I was uneasy at the images  of the streams of men with their big black guns in their trucks and armor and helmets – there were  thousands of them, it seemed an image out of Orwell or some Dystopian film fantasy, not an American city. There seem to be more and more of them all the time, with newer and more powerful technologies, searches, cards, regulations, tools. I thought of this young and wasted life, whose soul was somehow so emptied of what it means to have a conscience or spirit.

I often fear that the awful damage these damaged humans do only begins with the dead and injured, but spirals and mushrooms into what it turns the rest of us into, a society that is increasingly armed, self-righteous, divided, fearful and angry. How ironic that it takes mass murderers to unite us and our only real heroes are the men in guns and trucks, heroic as they often are.

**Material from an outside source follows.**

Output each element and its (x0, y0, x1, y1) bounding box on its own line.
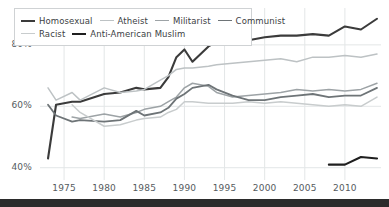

I watched some of the social media today – it seems a Frankenstein creation, bigger and more out of control all the time – including many of my “friends” on Facebook and saw this man called a monster, a fiend, inhuman, an animal, a devil. Everyone seems to want him dead, and as quickly as possible. In our culture, of course, he cannot ever die, he will be portrayed, visualized, examined and transformed into an iconic kind of hero from hell, a symbol of how in our culture one person can turn all of the rest of us upside down. He will live on in blogs, websites, videos, social media and the digital archive forever. His face will never go away, even as he withers alone in a cell in some super-prison, his only companions other fiends and monsters and mass murderers.

And I wonder what it is about our world that turns young men into creatures capable of unimaginable violence and brutality, more all the time. I don’t see too many stories about that in all of the cries for vengeance and more security.

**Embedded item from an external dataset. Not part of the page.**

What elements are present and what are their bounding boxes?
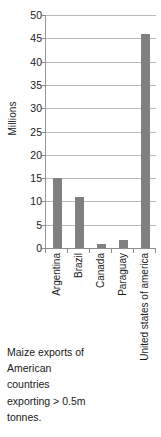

I am not a Christian, but I am an admirer of Jesus Christ  and I am always struck by how evoked and exploited he is but so little understood. He would have thought of this young man, I am sure, not as subhuman but as all too human, perhaps all the more deserving of mercy and compassion because of that. This young man has sentenced himself to Hell, he will never go free in this world, never have love and connection, he will listen to his own voice for the rest of his days,  he almost surely will wish he had died in that boat. I thought of the farmer who left Simon to die in his awful pen, and wondered why no one felt any mercy and compassion for him, only for the animal he neglected and starved.

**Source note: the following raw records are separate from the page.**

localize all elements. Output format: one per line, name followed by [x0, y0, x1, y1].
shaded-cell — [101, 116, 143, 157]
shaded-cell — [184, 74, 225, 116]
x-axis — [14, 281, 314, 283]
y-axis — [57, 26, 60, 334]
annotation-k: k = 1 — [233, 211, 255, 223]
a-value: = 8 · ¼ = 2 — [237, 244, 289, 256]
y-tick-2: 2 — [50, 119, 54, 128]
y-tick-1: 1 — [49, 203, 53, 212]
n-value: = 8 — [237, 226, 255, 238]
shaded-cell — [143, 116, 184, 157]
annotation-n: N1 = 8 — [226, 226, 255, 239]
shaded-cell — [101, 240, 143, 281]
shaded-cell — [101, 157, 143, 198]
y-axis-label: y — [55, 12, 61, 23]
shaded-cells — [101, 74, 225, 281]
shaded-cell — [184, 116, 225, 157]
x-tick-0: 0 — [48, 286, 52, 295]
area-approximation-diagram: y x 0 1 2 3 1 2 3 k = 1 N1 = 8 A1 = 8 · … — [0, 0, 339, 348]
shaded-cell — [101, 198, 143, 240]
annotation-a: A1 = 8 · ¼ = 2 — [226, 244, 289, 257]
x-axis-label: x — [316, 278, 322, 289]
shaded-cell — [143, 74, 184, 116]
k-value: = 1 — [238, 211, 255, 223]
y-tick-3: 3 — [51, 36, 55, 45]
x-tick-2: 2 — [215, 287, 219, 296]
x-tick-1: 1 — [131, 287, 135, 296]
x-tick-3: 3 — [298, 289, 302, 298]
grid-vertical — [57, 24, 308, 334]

Mercy and compassion does not mean forgiveness. There are no excuses for Boston last Monday.  Compassion is for us, it helps us. It means saving ourselves from being less human. It means understanding, and it calls for us to spare ourselves the corrosive nature of anger and vengeance. Is mercy and compassion, I wondered, only reserved for the good, for the innocent, for those we like and understand? For the law abiding? Or is true mercy and compassion for the other, the despised and reviled, those whose brutality is beyond our imagination? We are quick to seek vengeance, but it doesn’t seem to work all on its own.

As I move away from this week, I am getting clearer about my own feelings. I see the way forward for myself. It is okay for me to feel badly about this man and his life. I will permit myself to feel  compassion for his awful choices, his awful fate, for another young life cut so short. It is liberating for me. I cannot suggest that course for anyone else, nor can I imagine how I would feel if my child was killed that day, or my legs blown off on a beautiful Spring day.

But I hope I don’t end up living in one of those countries that becomes less human and more brutal every time something inhuman is done to it, that slowly evolves into the very things it hates without ever quite realizing it. If the dead and maimed are sad and deserving of mercy, and they surely are, so is this sorry man. If I can’t forgive what he did, perhaps I can try and understand him as a fellow human being. He cannot be inhuman, he is a human.